Ray is an open-source distributed framework that makes it easy to scale applications and to leverage machine learning libraries. The project was developed by the distributed programming platform company Anyscale.
Ray includes three libraries for accelerating machine learning workloads: Tune, RLlib and Distributed Training. According to the company, the machine learning libraries give developers the ability to include hyperparameter search, reinforcement learning, training and serving.
It also offers the ability to scale anywhere since users can run the same code on their laptop, on a powerful multi-core machine, on any cloud provider, or on a Kubernetes cluster, the team explained.
“Our mission is to help more developers, enterprises and organizations solve their problems without having to worry about scalable infrastructure and without needing to be experts in distributed computing,” said Robert Nishihara, co-founder and CEO of Anyscale.
With the power of Ray, Anyscale has been able to simplify distributed programming, according to the founders.
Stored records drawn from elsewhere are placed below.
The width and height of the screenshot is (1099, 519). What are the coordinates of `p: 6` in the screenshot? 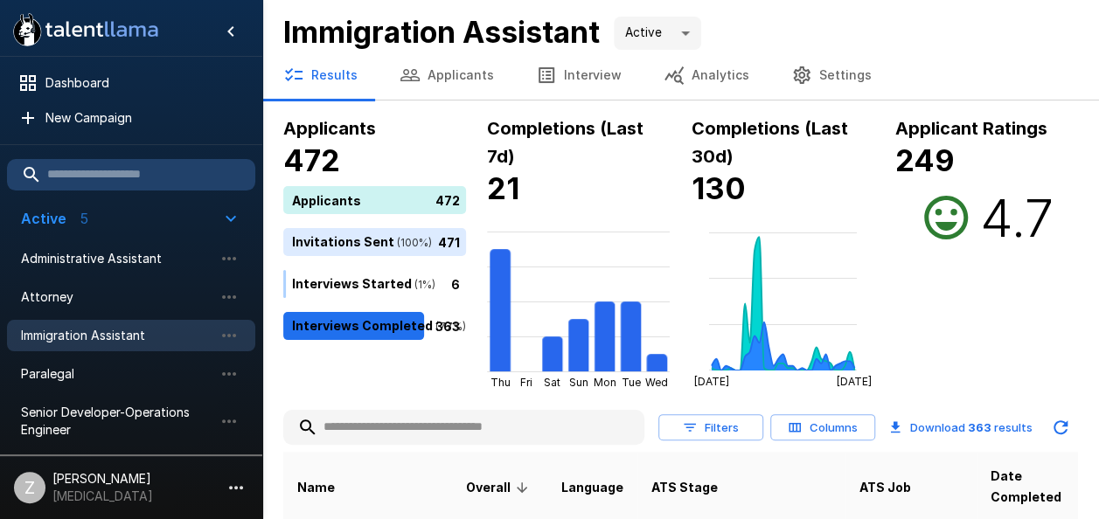 It's located at (456, 283).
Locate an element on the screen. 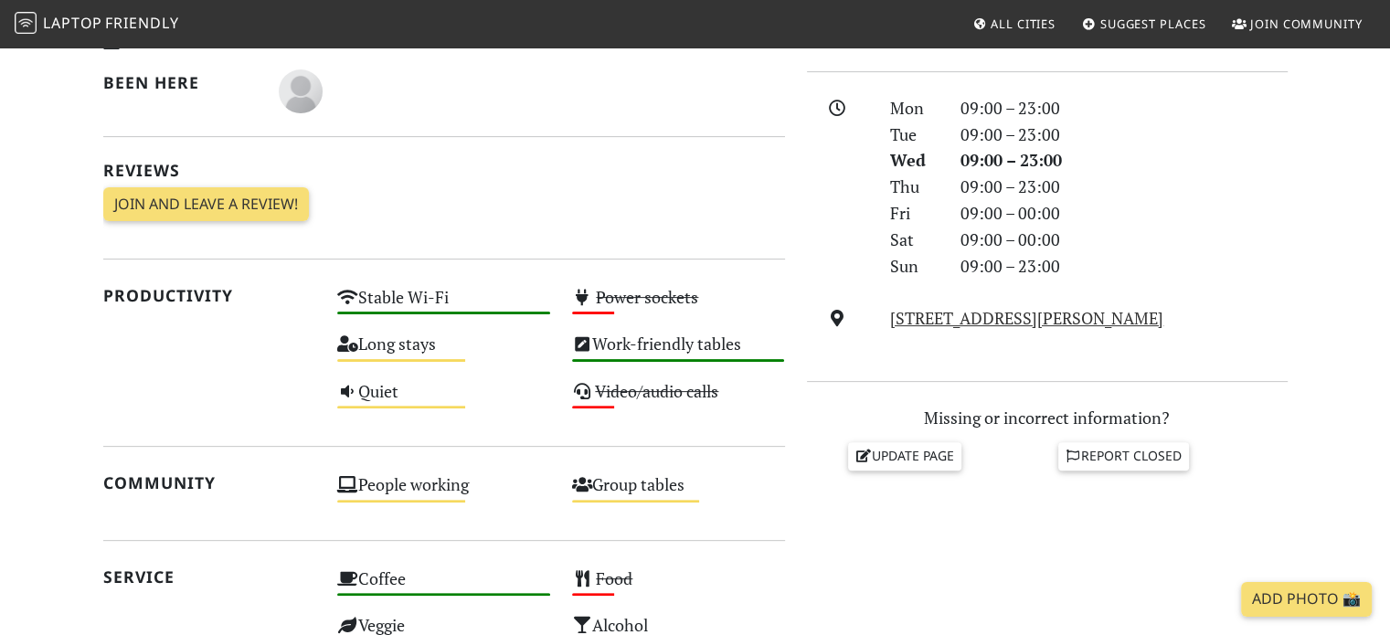  span: Laptop is located at coordinates (72, 23).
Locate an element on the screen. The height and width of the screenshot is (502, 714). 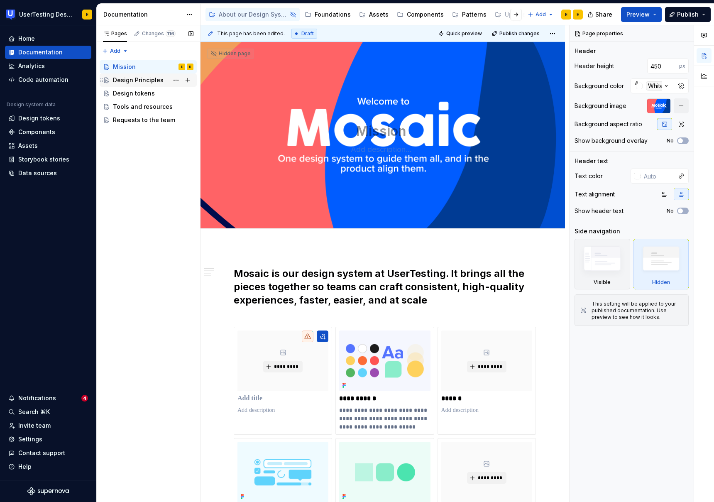
div: Requests to the team is located at coordinates (144, 120).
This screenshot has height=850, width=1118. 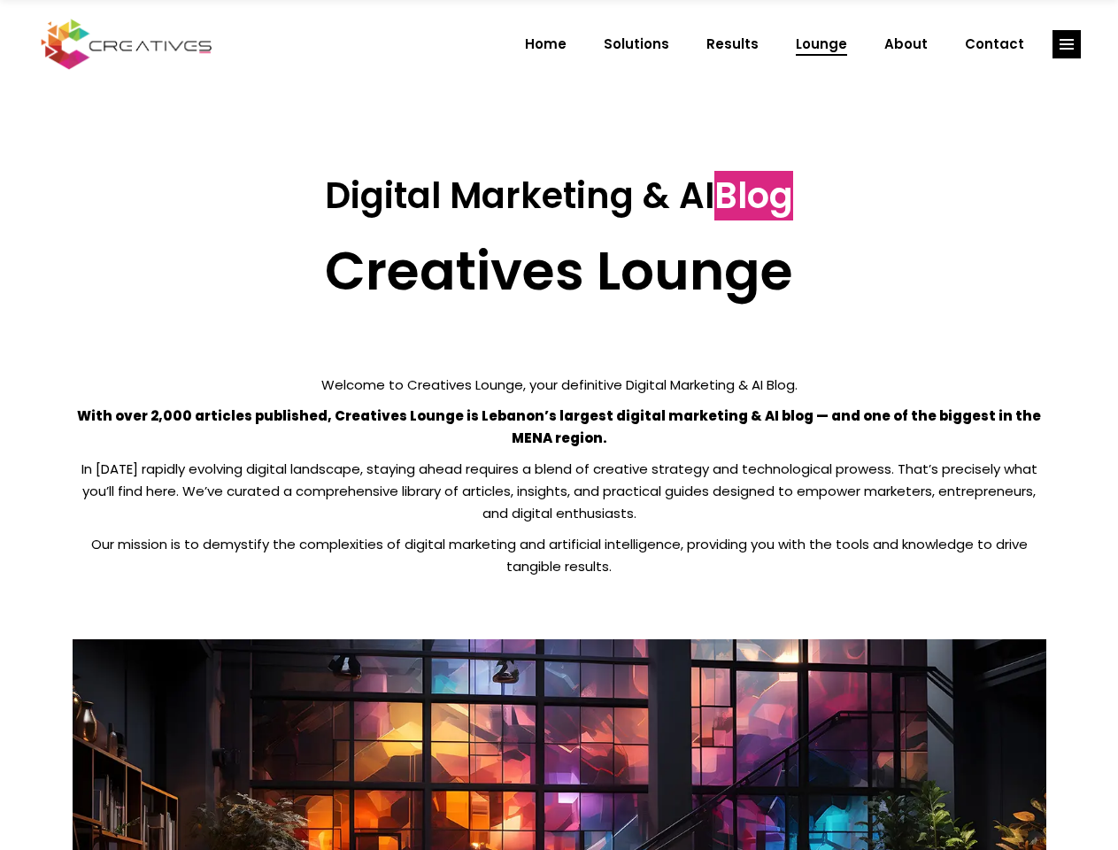 What do you see at coordinates (545, 44) in the screenshot?
I see `span: Home` at bounding box center [545, 44].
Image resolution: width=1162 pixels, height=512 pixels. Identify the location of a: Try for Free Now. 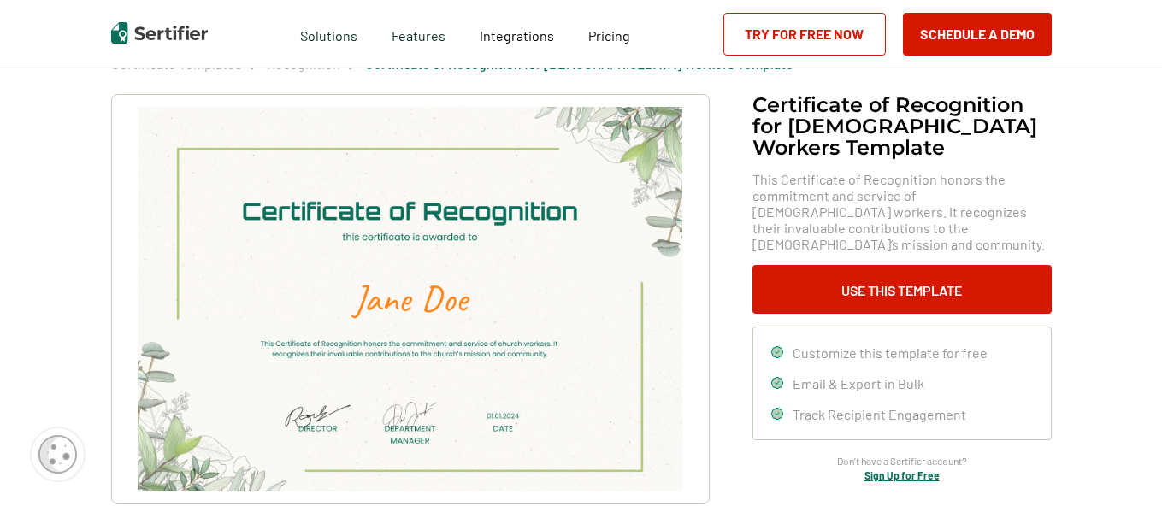
(805, 34).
Applications built with Ray can be scaled out from a laptop to a cluster, eliminating the need for in-house distributed computing expertise and resources.
“Ray is one of the fastest-growing open source projects we’ve ever tracked, and it’s being used in production at some of the largest and most sophisticated companies,” said Ben Horowitz, cofounder and general partner, Andreessen Horowitz. “Its massive popularity is both a testament to the importance of the problem it is tackling and how well the team behind it has executed on building a product that works and does what it claims. We look forward to working with Robert, Philipp, and Ion to bringing Anyscale to users around the world.”
The founders of the open-source project also announced a $20.6 million round of funding for Anyscale. The series A funding was led by Adreessen Horowitz with participation from NEA, Intel Capital, Ant Financial, Amplify Patners, 11.2 Capital and The House Fund. The company plans to use the funding to expand its leadership team and contribution to the open-source community.
“With this investment, we’ll fortify our ability to continuously improve Ray and grow our team to make this mission a reality,” said Nishihara.